April 29, 2016

The Death of Christ, A New Pathway to Life (St. Cyril of Alexandria)


By St. Cyril of Alexandria

They took the body of Jesus and wrapped it in linen clothes with the spices, according to the Jewish burial custom. At the place where He had been crucified there was a garden, and in this garden a new tomb in which no one had been buried.

Christ was numbered among the dead. For our sake He was put to death in the body, even though of Himself and through His Father we believe Him to be, and indeed He is, life itself. In order to do all that was required by God, all that was involved in His having become man, He freely submitted the temple of His body not only to death, but to everything that accompanies it, to the laying out of His body and its burial in a tomb.

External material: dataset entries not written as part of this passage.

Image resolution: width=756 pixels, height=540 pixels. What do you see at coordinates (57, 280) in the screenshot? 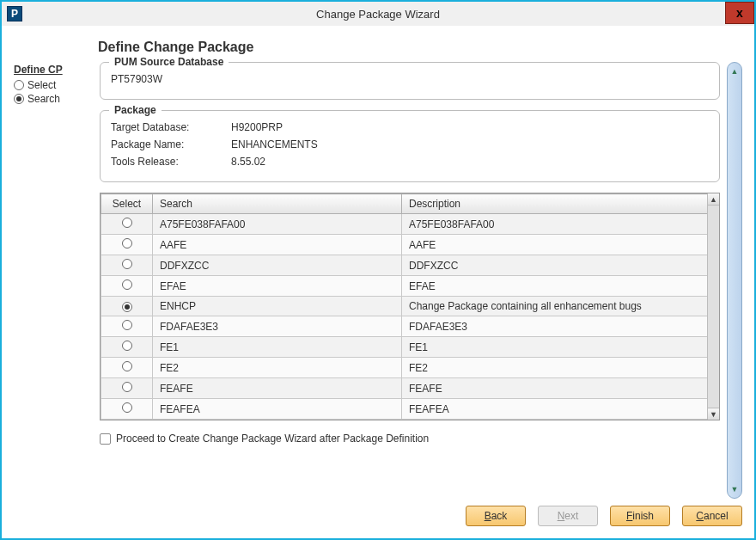
I see `left-nav: Define CP Select Search` at bounding box center [57, 280].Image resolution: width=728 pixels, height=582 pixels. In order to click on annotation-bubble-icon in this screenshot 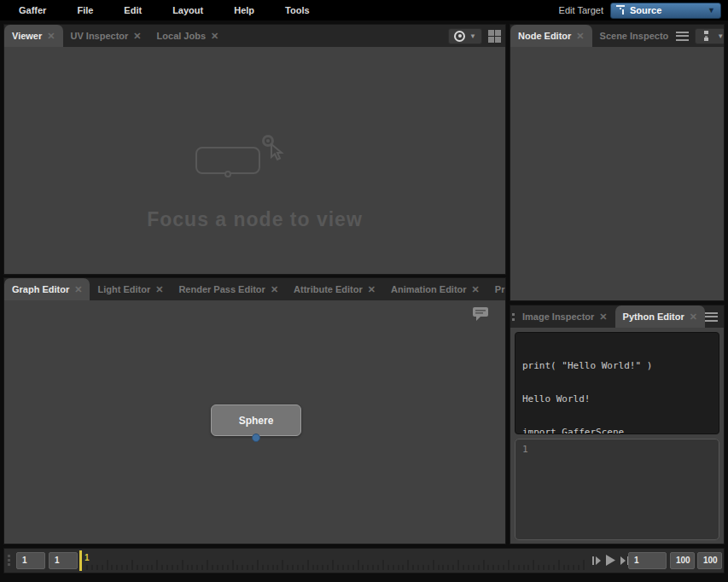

The Evangelist says that His tomb was in a garden and that it was new. This teaches us in a symbolic way that it is through Christ's death that we gain entry into Paradise: He entered as the forerunner on our behalf. The newness of the tomb suggests the new and untrodden path from death to life and the renewal by which Christ frees us from corruption. By Christ's death, our death has been transformed into something quite new, more like a kind of sleep. We are "alive to God now," as Scripture says, and destined to live forever. This is why Paul frequently refers to those who have died in Christ as "those who have fallen asleep."

In the past the power of death had always prevailed against our nature. From the time of Adam to the time of Moses, death ruled over all, even over those who did not sin, as Adam did, by disobeying God's command. We bore the image of the earthly man, Adam, and underwent the death inflicted by the divine curse, but when the second Adam who is divine and from heaven appeared among us, He fought for the lives of us all, purchased them by His own death in the flesh and then, having destroyed the power of corruption, He rose again. In this way He transformed us into His own image, so that the death we now undergo is of a new kind: it does not lead to eternal destruction, but is rather a sleep, full of good hope. In fact it resembles the death of Christ, who opened up for us this new pathway to life.

From the Commentary on John 12.19: PG 74, 679-82.